(Source data begins)
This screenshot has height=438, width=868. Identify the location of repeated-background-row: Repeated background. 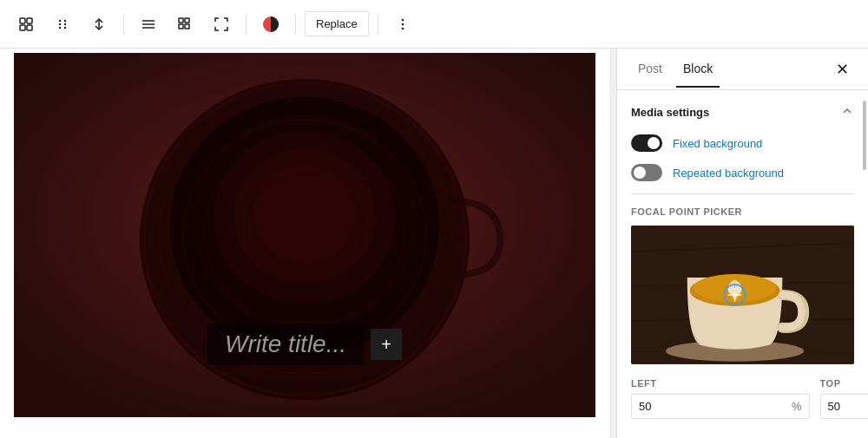
(743, 173).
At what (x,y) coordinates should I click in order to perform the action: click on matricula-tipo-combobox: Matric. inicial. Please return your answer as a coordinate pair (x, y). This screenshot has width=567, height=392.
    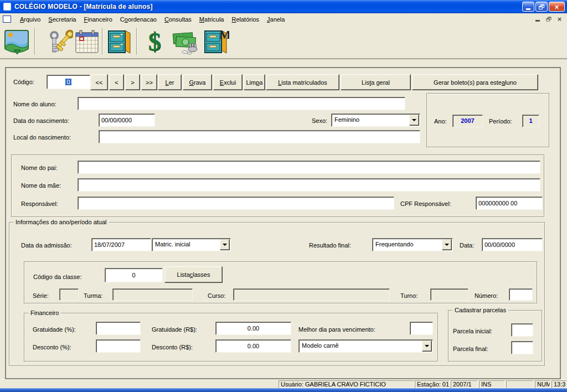
    Looking at the image, I should click on (192, 245).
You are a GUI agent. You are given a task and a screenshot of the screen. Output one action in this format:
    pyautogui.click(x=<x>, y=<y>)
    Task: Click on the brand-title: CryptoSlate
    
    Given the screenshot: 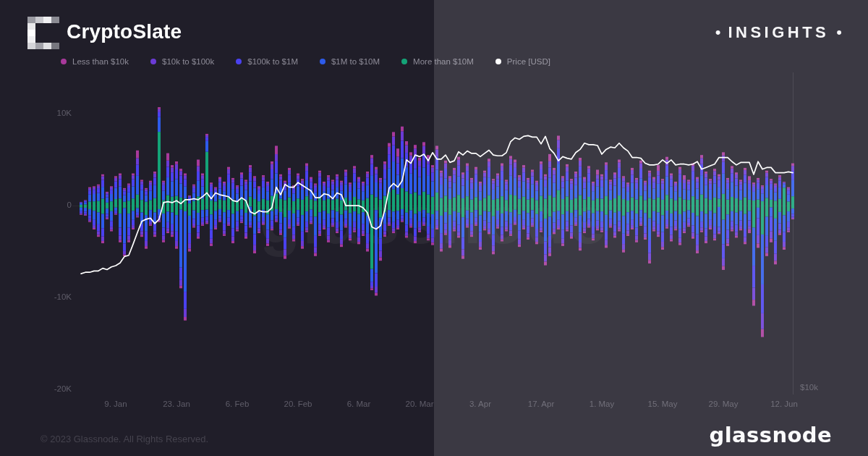 What is the action you would take?
    pyautogui.click(x=124, y=32)
    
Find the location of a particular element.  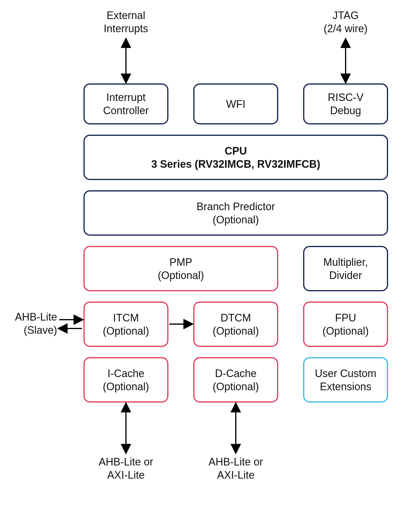

text: 3 Series (RV32IMCB, RV32IMFCB) is located at coordinates (236, 164).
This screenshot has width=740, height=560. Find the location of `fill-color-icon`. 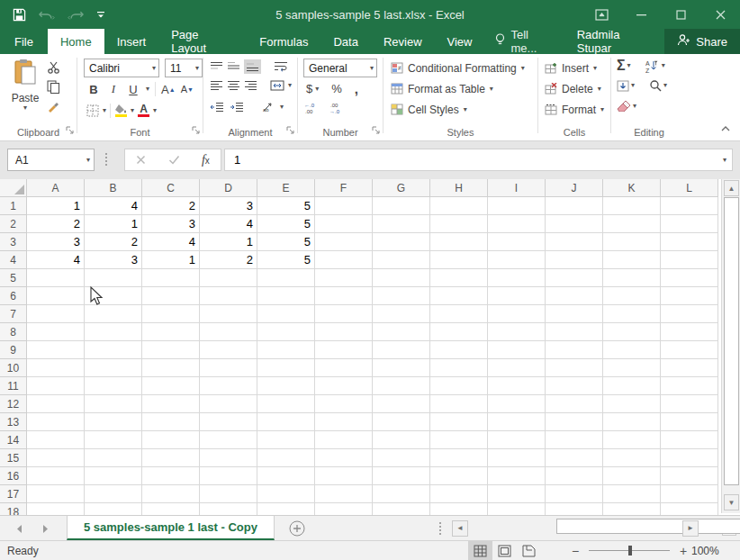

fill-color-icon is located at coordinates (121, 111).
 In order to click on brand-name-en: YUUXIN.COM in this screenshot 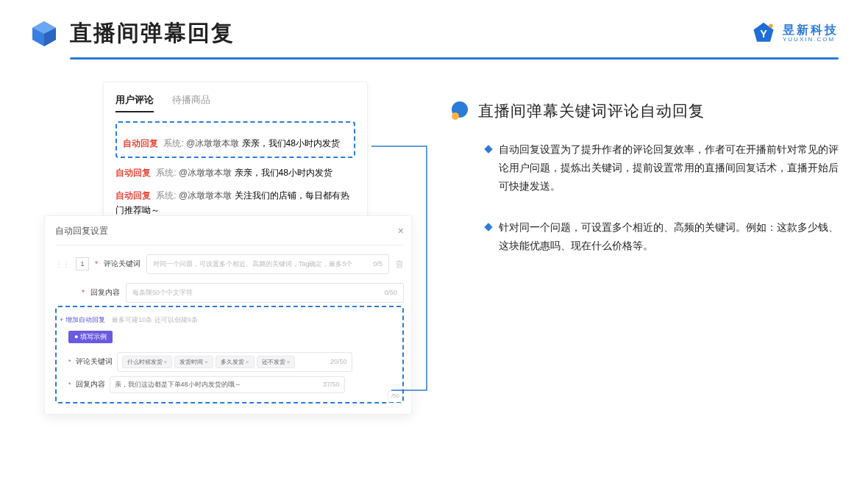, I will do `click(811, 40)`.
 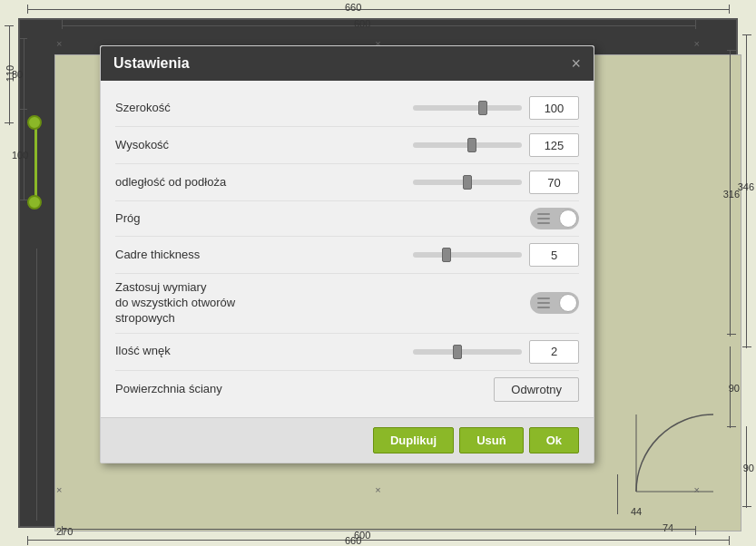 What do you see at coordinates (555, 219) in the screenshot?
I see `toggle-prog` at bounding box center [555, 219].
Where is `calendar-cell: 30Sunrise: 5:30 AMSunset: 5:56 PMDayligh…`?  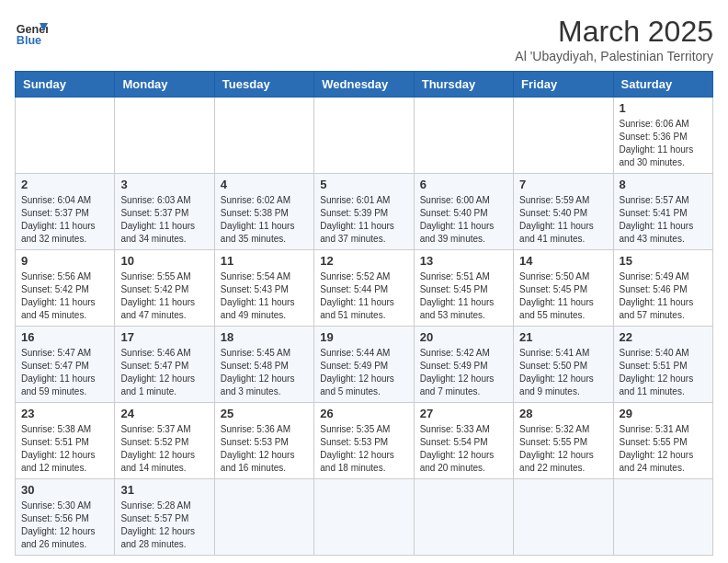 calendar-cell: 30Sunrise: 5:30 AMSunset: 5:56 PMDayligh… is located at coordinates (65, 517).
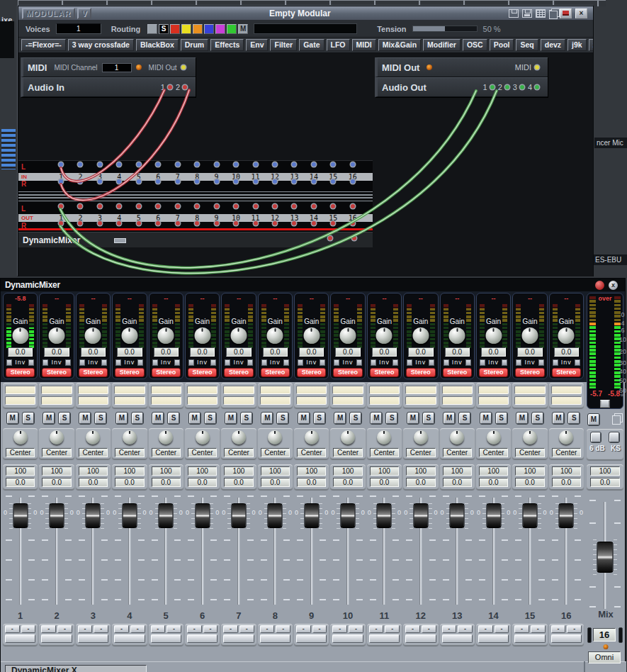 This screenshot has width=627, height=672. What do you see at coordinates (605, 557) in the screenshot?
I see `master-fader-cap` at bounding box center [605, 557].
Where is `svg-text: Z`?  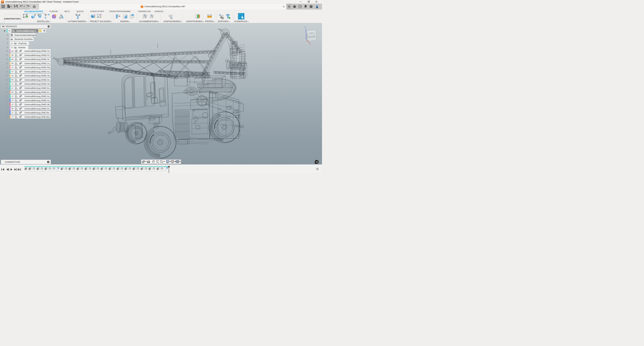
svg-text: Z is located at coordinates (305, 27).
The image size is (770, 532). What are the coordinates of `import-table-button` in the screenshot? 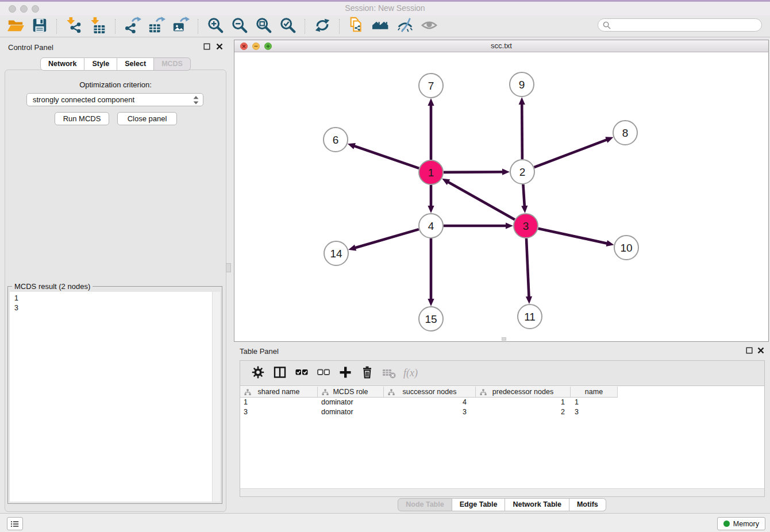 It's located at (98, 26).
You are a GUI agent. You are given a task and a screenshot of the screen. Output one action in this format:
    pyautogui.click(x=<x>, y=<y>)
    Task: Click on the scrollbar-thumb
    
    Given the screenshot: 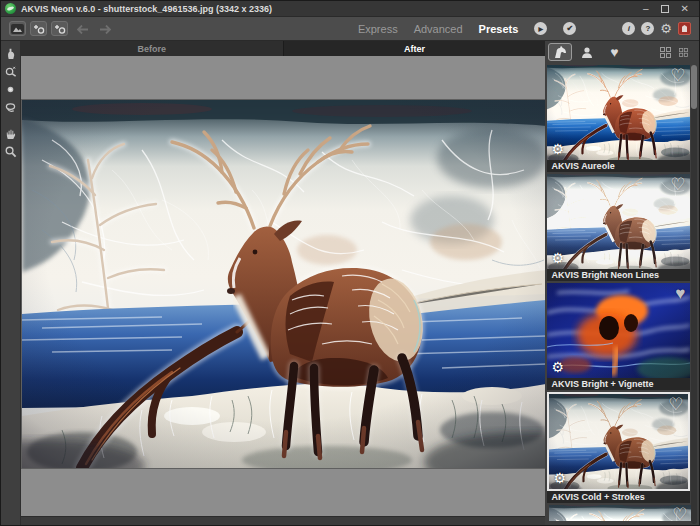 What is the action you would take?
    pyautogui.click(x=694, y=87)
    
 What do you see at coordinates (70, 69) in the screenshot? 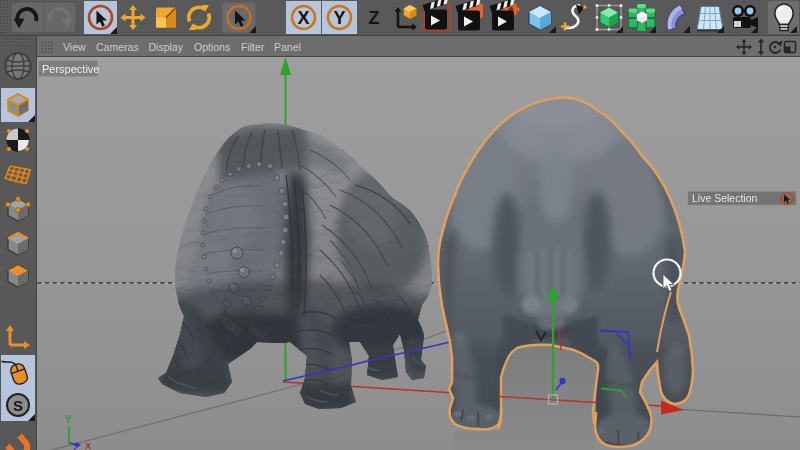
I see `svg-text: Perspective` at bounding box center [70, 69].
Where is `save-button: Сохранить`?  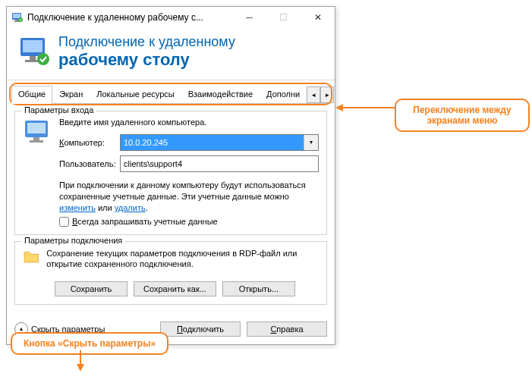
save-button: Сохранить is located at coordinates (91, 289).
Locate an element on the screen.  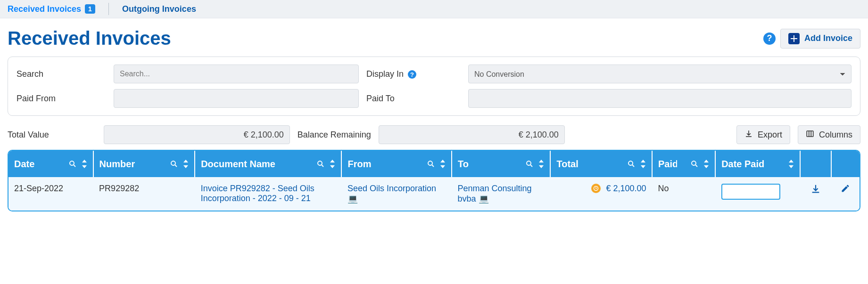
th-date: Date is located at coordinates (51, 164).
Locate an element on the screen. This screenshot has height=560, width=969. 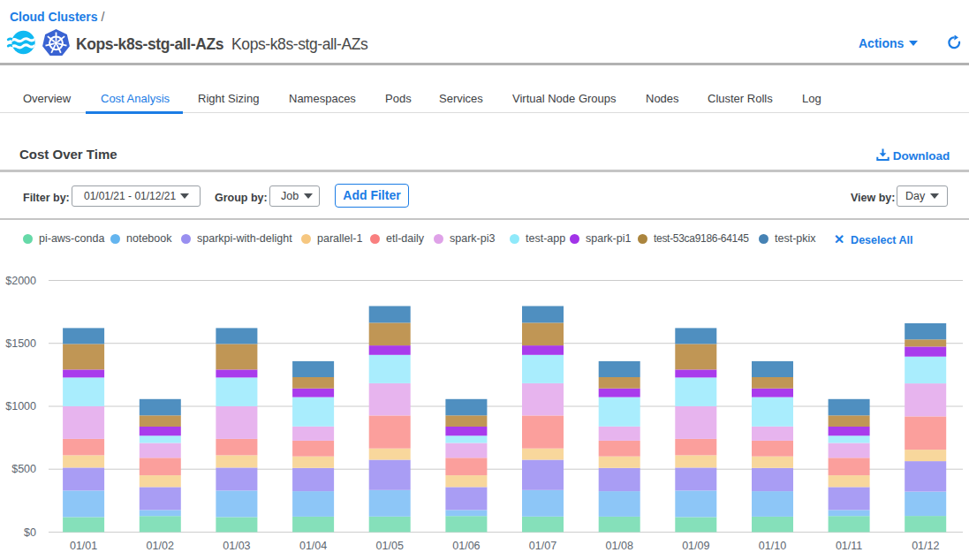
svg-text: $1500 is located at coordinates (21, 344).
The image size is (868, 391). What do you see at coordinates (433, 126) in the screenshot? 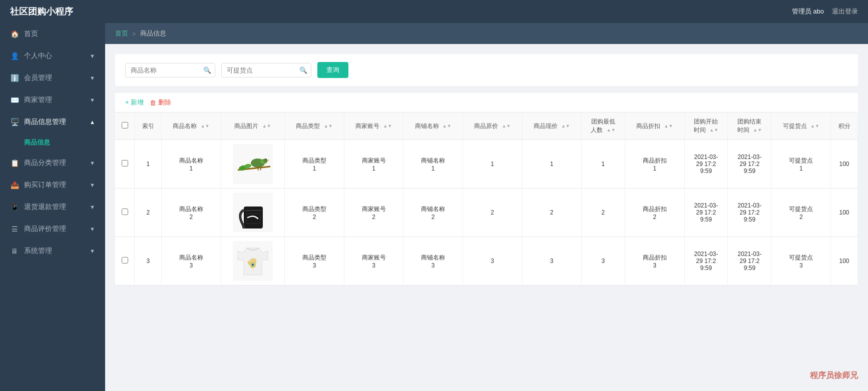
I see `th-shop: 商铺名称 ▲▼` at bounding box center [433, 126].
(Source data ends)
> Task brief:
Starting at the line containing "The image size is (868, 391).", output every remaining line of the records above exactly, the last one included. Nothing else belongs in the output, and no pictures either.

> Reply:
The image size is (868, 391). What do you see at coordinates (433, 126) in the screenshot? 
I see `th-shop: 商铺名称 ▲▼` at bounding box center [433, 126].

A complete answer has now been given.